I vaguely recall watching "I Love Lucy" - or perhaps I just recall that memorable theme tune, but I have to say I knew nothing at all about the "Desilu" couple before watching this. As ever, it has Sorkin's trademark dialogue - quickly paced, pithy at times; but somehow the performances just didn't catch fire. Kidman is a very versatile actress, she can turn her hand to just abut anything - but for this to have worked better, she would have needed a more convincing foil. Javier Bardem just isn't him. Their lively relationship is suggested rather than demonstrated and much of what made them the US household names they were is, again, just taken for granted. Their domestic status as super-stars was not replicated globally, and yet little time is spent trying to explain to those less familiar just who they were and why they were so popular. JK Simmons is effective as their co-star "Bill Frawley" and all told it is a watchable biopic, but for me it looked more like a labour of love for an auteur who was maybe just a bit too close to the subject matter, and who made assumptions that the rest of us would be also. It looks great, has a ping at the Communist witch-hunt apparatus in place at the time, but is all just to shallow for me. I bet there is a proper, deep-drama, to be made about this pair, though - just not this film.
tmdb28039023
Mar 27, 2022
1/10
There are two lines of dialogue in Being the Ricardos that really caught my attention.

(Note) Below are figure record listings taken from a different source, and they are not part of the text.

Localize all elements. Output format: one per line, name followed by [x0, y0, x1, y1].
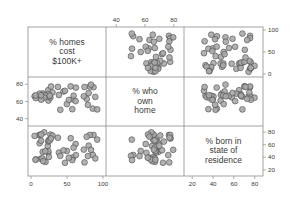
data-point [165, 44, 171, 50]
data-point [213, 53, 219, 59]
data-point [145, 48, 151, 54]
data-point [38, 138, 44, 144]
data-point [46, 154, 52, 160]
data-point [156, 143, 162, 149]
data-point [128, 53, 134, 59]
data-point [167, 135, 173, 141]
data-point [92, 94, 98, 100]
data-point [57, 107, 63, 113]
variable-label-bornInState: % born instate ofresidence [184, 137, 263, 166]
data-point [68, 83, 74, 89]
bottom-tick-label: 20 [189, 180, 196, 187]
data-point [62, 88, 68, 94]
data-point [166, 160, 172, 166]
data-point [157, 133, 163, 139]
data-point [138, 49, 144, 55]
data-point [71, 93, 77, 99]
data-point [40, 158, 46, 164]
data-point [222, 51, 228, 57]
data-point [137, 153, 143, 159]
data-point [226, 45, 232, 51]
scatter-panel-r1-c2 [201, 82, 257, 113]
data-point [246, 90, 252, 96]
data-point [248, 65, 254, 71]
data-point [210, 48, 216, 54]
data-point [88, 147, 94, 153]
data-point [33, 92, 39, 98]
data-point [161, 139, 167, 145]
right-tick-label: 20 [268, 166, 275, 173]
data-point [48, 84, 54, 90]
data-point [212, 36, 218, 42]
data-point [42, 148, 48, 154]
data-point [240, 31, 246, 37]
variable-label-ownHome: % whoownhome [106, 87, 184, 116]
data-point [71, 145, 77, 151]
data-point [94, 107, 100, 113]
right-tick-label: 100 [268, 26, 279, 33]
data-point [238, 65, 244, 71]
data-point [160, 50, 166, 56]
data-point [85, 102, 91, 108]
data-point [214, 85, 220, 91]
data-point [230, 90, 236, 96]
data-point [38, 132, 44, 138]
scatter-panel-r2-c0 [32, 129, 100, 165]
data-point [82, 160, 88, 166]
data-point [84, 134, 90, 140]
data-point [229, 61, 235, 67]
data-point [151, 39, 157, 45]
right-tick-label: 50 [268, 48, 275, 55]
data-point [153, 65, 159, 71]
top-tick-label: 80 [170, 16, 177, 23]
left-tick-label: 60 [16, 98, 23, 105]
data-point [167, 55, 173, 61]
data-point [145, 65, 151, 71]
right-tick-label: 60 [268, 141, 275, 148]
bottom-tick-label: 100 [98, 180, 109, 187]
data-point [73, 152, 79, 158]
data-point [138, 148, 144, 154]
data-point [243, 55, 249, 61]
right-tick-label: 40 [268, 153, 275, 160]
data-point [62, 160, 68, 166]
variable-label-line: home [106, 106, 184, 116]
data-point [232, 44, 238, 50]
data-point [165, 152, 171, 158]
data-point [230, 36, 236, 42]
data-point [243, 84, 249, 90]
data-point [147, 134, 153, 140]
variable-label-homes100k: % homescost$100K+ [28, 38, 106, 67]
data-point [160, 160, 166, 166]
data-point [153, 157, 159, 163]
scatter-panel-r0-c2 [201, 31, 257, 75]
data-point [240, 107, 246, 113]
top-tick-label: 60 [142, 16, 149, 23]
data-point [85, 153, 91, 159]
data-point [129, 137, 135, 143]
data-point [150, 32, 156, 38]
data-point [92, 156, 98, 162]
data-point [170, 147, 176, 153]
data-point [38, 92, 44, 98]
right-tick-label: 0 [268, 70, 272, 77]
data-point [129, 46, 135, 52]
data-point [33, 157, 39, 163]
data-point [210, 97, 216, 103]
data-point [223, 82, 229, 88]
data-point [73, 85, 79, 91]
data-point [48, 136, 54, 142]
data-point [151, 147, 157, 153]
data-point [170, 34, 176, 40]
data-point [232, 98, 238, 104]
data-point [66, 97, 72, 103]
data-point [152, 138, 158, 144]
data-point [242, 47, 248, 53]
data-point [88, 82, 94, 88]
data-point [206, 106, 212, 112]
data-point [214, 44, 220, 50]
data-point [221, 101, 227, 107]
bottom-tick-label: 60 [230, 180, 237, 187]
scatter-panel-r0-c1 [128, 31, 176, 75]
variable-label-line: residence [184, 156, 263, 166]
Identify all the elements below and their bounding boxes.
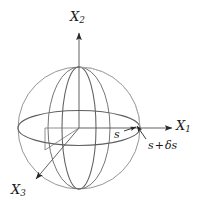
figure-container: X1 X2 X3 s s+δs xyxy=(0,0,210,209)
axis-label-x3-base: X xyxy=(11,182,20,197)
axis-label-x3-subscript: 3 xyxy=(20,188,26,198)
perturbed-radius-base: s xyxy=(148,139,154,152)
axis-label-x2-base: X xyxy=(70,9,79,24)
perturbed-radius-delta: δs xyxy=(165,139,177,152)
axis-label-x1-subscript: 1 xyxy=(185,124,191,134)
axis-label-x1: X1 xyxy=(176,119,191,134)
perturbed-radius-operator: + xyxy=(154,139,165,152)
axis-label-x3: X3 xyxy=(11,183,26,198)
perturbed-radius-label: s+δs xyxy=(148,140,177,151)
axis-label-x2: X2 xyxy=(70,10,85,25)
radius-label: s xyxy=(114,129,120,140)
axis-label-x2-subscript: 2 xyxy=(79,15,85,25)
sphere-diagram-svg xyxy=(0,0,210,209)
axis-label-x1-base: X xyxy=(176,118,185,133)
axis-lines xyxy=(36,33,172,179)
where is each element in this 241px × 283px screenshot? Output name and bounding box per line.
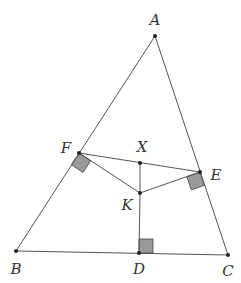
point-f <box>77 151 81 155</box>
label-c: C <box>222 262 234 280</box>
label-d: D <box>132 260 145 278</box>
label-k: K <box>120 196 133 214</box>
right-angle-marker-d <box>139 239 153 253</box>
label-x: X <box>136 138 149 156</box>
label-e: E <box>210 166 222 184</box>
point-c <box>226 253 230 257</box>
point-a <box>153 34 157 38</box>
point-b <box>14 249 18 253</box>
point-x <box>138 161 142 165</box>
label-b: B <box>9 260 21 278</box>
label-a: A <box>148 11 161 29</box>
geometry-diagram: A B C D E F X K <box>0 0 241 283</box>
side-bc <box>16 251 228 255</box>
point-e <box>198 170 202 174</box>
label-f: F <box>60 139 72 157</box>
point-d <box>137 251 141 255</box>
right-angle-marker-f <box>71 153 90 173</box>
side-ab <box>16 36 155 251</box>
point-k <box>138 191 142 195</box>
side-ca <box>155 36 228 255</box>
right-angle-marker-e <box>187 172 205 190</box>
segment-fk <box>79 153 140 193</box>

One is “I literally said that 30 seconds ago,” and the other is “It takes fewer words to say that than the truth.” This film feels like a lot of the former when it should be more of the latter.
Why does a movie called Being the Ricardos spends so much time on Ethel/Vivian Vance (Nina Arianda) and Fred/William Frawley (J.K. Simmons), whom nobody cared about 70 years ago, and no one cares about today?

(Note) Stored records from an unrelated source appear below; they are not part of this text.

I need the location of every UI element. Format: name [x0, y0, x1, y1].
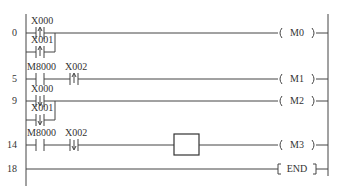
contact-label: X002	[65, 62, 87, 72]
step-number: 5	[5, 74, 17, 84]
step-number: 9	[5, 96, 17, 106]
contact-label: M8000	[27, 62, 56, 72]
contact-label: X001	[31, 103, 53, 113]
step-number: 14	[5, 140, 17, 150]
contact-label: X001	[31, 35, 53, 45]
contact-label: X000	[31, 16, 53, 26]
coil-label: M0	[282, 28, 312, 38]
coil-label: M2	[282, 96, 312, 106]
end-instruction-label: END	[282, 164, 312, 174]
blank-instruction-box	[174, 134, 199, 155]
coil-label: M1	[282, 74, 312, 84]
step-number: 0	[5, 28, 17, 38]
contact-label: X002	[65, 128, 87, 138]
contact-label: M8000	[27, 128, 56, 138]
contact-label: X000	[31, 84, 53, 94]
step-number: 18	[5, 164, 17, 174]
coil-label: M3	[282, 140, 312, 150]
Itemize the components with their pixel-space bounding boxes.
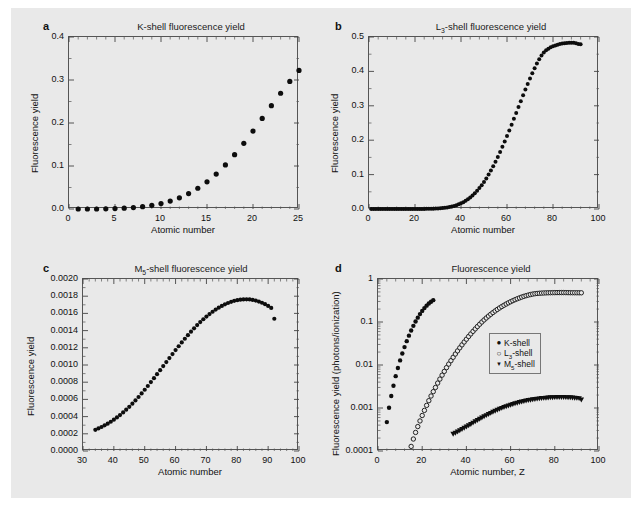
panel-d-title: Fluorescence yield [391, 263, 591, 274]
x-tick-label: 20 [409, 213, 419, 223]
x-tick-label: 5 [111, 213, 116, 223]
y-tick-label: 0.0018 [38, 290, 78, 300]
x-tick-label: 10 [155, 213, 165, 223]
y-tick-label: 0.0000 [38, 445, 78, 455]
x-tick-label: 80 [231, 455, 241, 465]
panel-b: b L3-shell fluorescence yield Fluorescen… [321, 8, 631, 253]
panel-d-xlabel: Atomic number, Z [377, 466, 598, 477]
y-tick-label: 0.0004 [38, 411, 78, 421]
x-tick-label: 100 [590, 455, 605, 465]
x-tick-label: 20 [247, 213, 257, 223]
panel-c-title: M5-shell fluorescence yield [91, 263, 291, 276]
x-tick-label: 50 [139, 455, 149, 465]
legend: ●K-shell○L3-shell▼M5-shell [489, 333, 541, 374]
panel-c-ylabel: Fluorescence yield [25, 337, 36, 416]
x-tick-label: 0 [65, 213, 70, 223]
x-tick-label: 100 [590, 213, 605, 223]
y-tick-label: 0.5 [324, 31, 364, 41]
legend-label: M5-shell [504, 359, 535, 371]
y-tick-label: 0.2 [24, 117, 64, 127]
x-tick-label: 60 [501, 213, 511, 223]
x-tick-label: 100 [290, 455, 305, 465]
panel-a-title: K-shell fluorescence yield [91, 21, 291, 32]
legend-label-suffix: -shell [515, 359, 535, 369]
y-tick-label: 0.0001 [333, 445, 373, 455]
panel-a-xlabel: Atomic number [68, 224, 298, 235]
panel-a: a K-shell fluorescence yield Fluorescenc… [11, 8, 321, 253]
panel-b-title-suffix: -shell fluorescence yield [445, 21, 546, 32]
y-tick-label: 0.001 [333, 402, 373, 412]
panel-c-svg [83, 279, 299, 451]
legend-label-suffix: -shell [512, 348, 532, 358]
y-tick-label: 0.0016 [38, 307, 78, 317]
y-tick-label: 0.0014 [38, 325, 78, 335]
x-tick-label: 40 [108, 455, 118, 465]
panel-c-plot-area [82, 278, 298, 450]
filled-circle-icon: ● [494, 337, 504, 348]
x-tick-label: 40 [455, 213, 465, 223]
filled-triangle-icon: ▼ [494, 359, 504, 370]
y-tick-label: 0.1 [24, 160, 64, 170]
y-tick-label: 0.1 [333, 316, 373, 326]
y-tick-label: 0.0008 [38, 376, 78, 386]
figure-canvas: a K-shell fluorescence yield Fluorescenc… [11, 8, 631, 498]
panel-b-plot-area [368, 36, 598, 208]
panel-b-title: L3-shell fluorescence yield [381, 21, 601, 34]
y-tick-label: 0.0006 [38, 393, 78, 403]
x-tick-label: 20 [416, 455, 426, 465]
panel-a-plot-area [68, 36, 298, 208]
x-tick-label: 0 [374, 455, 379, 465]
legend-item-l-shell: ○L3-shell [494, 348, 535, 359]
y-tick-label: 0.3 [324, 100, 364, 110]
panel-a-svg [69, 37, 299, 209]
y-tick-label: 0.4 [24, 31, 64, 41]
y-tick-label: 0.0010 [38, 359, 78, 369]
open-circle-icon: ○ [494, 348, 504, 359]
legend-label-suffix: -shell [510, 338, 530, 348]
panel-b-svg [369, 37, 599, 209]
x-tick-label: 30 [77, 455, 87, 465]
panel-c: c M5-shell fluorescence yield Fluorescen… [11, 253, 321, 498]
legend-item-k-shell: ●K-shell [494, 337, 535, 348]
y-tick-label: 0.0 [24, 203, 64, 213]
y-tick-label: 0.0020 [38, 273, 78, 283]
x-tick-label: 80 [549, 455, 559, 465]
x-tick-label: 0 [365, 213, 370, 223]
y-tick-label: 0.4 [324, 65, 364, 75]
x-tick-label: 60 [170, 455, 180, 465]
legend-label: L3-shell [504, 348, 532, 360]
y-tick-label: 0.3 [24, 74, 64, 84]
y-tick-label: 0.0012 [38, 342, 78, 352]
legend-label: K-shell [504, 338, 530, 348]
panel-d: d Fluorescence yield Fluorescence yield … [321, 253, 631, 498]
y-tick-label: 0.0002 [38, 428, 78, 438]
y-tick-label: 0.1 [324, 169, 364, 179]
legend-item-m-shell: ▼M5-shell [494, 359, 535, 370]
panel-b-xlabel: Atomic number [368, 224, 598, 235]
x-tick-label: 60 [505, 455, 515, 465]
panel-d-plot-area [377, 278, 598, 450]
x-tick-label: 25 [293, 213, 303, 223]
y-tick-label: 1 [333, 273, 373, 283]
x-tick-label: 15 [201, 213, 211, 223]
y-tick-label: 0.0 [324, 203, 364, 213]
x-tick-label: 90 [262, 455, 272, 465]
x-tick-label: 80 [547, 213, 557, 223]
panel-c-title-suffix: -shell fluorescence yield [146, 263, 247, 274]
x-tick-label: 70 [200, 455, 210, 465]
y-tick-label: 0.01 [333, 359, 373, 369]
y-tick-label: 0.2 [324, 134, 364, 144]
x-tick-label: 40 [460, 455, 470, 465]
panel-c-xlabel: Atomic number [82, 466, 298, 477]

Speaking of redundant characters, writer/director Aaron Sorkin aims to give the film a documentary feel with asides set in the present day in which people involved with the production of I Love Lucy talk about it — kind of like in Reds, except that Reds worked because the individuals interviewed were who they were supposed to be, and not actors playing aged versions of people who are already played by other, younger actors in the main narrative.
These parentheses do little but repeat things we have just seen, or are about to see, dramatized in the scene immediately before or after (either show or tell — preferably show —, but not both); they have no value other than as filler, and filler is exactly the last thing a two-hour-plus movie needs.
Ostensibly, the plot revolves around a typical week on I Love Lucy’s set, including rehearsals, filming, etc. — and indeed a fly-on-the-wall behind-the-scenes approach to the inner workings of one of the most influential TV shows history should be able to generate more than enough interest on its own.
Sorkin, however, brings up momentous events only to gloss them over. For example, Lucille Ball (an unrecognizable Nicole Kidman) and Desi Arnaz (Javier Bardem in the perfect role for his routine massacre of the English language) are having a second child (although their firstborn is so irrelevant to Sorkin that she is named a couple of times and seen only once), and they both decide that Lucy and Ricky will have a kid too; this aspect is mentioned, and even discussed, but never really addressed, and the reason for this omission is obvious: since, as I already pointed out, the central section of the film takes place over the course of a week (with flashbacks that become an unnecessary distraction), her pregnancy never gets a chance to be truly incorporated into the plot.
Another incident that Sorkin touches on but doesn’t even begin to explore is when Ball was accused of being a communist. This is treated as no more than a minor annoyance, but surely it should have affected her career much more than the film lets on —and if it didn’t, what was it that made Ball so special that this didn’t even qualify as a bump in the road?
All things considered, Being the Ricardos devotes way too much time to extracurricular activities. Sacrificing length for depth might have turned this 125-minute behemoth into a much more manageable 90-minute romp.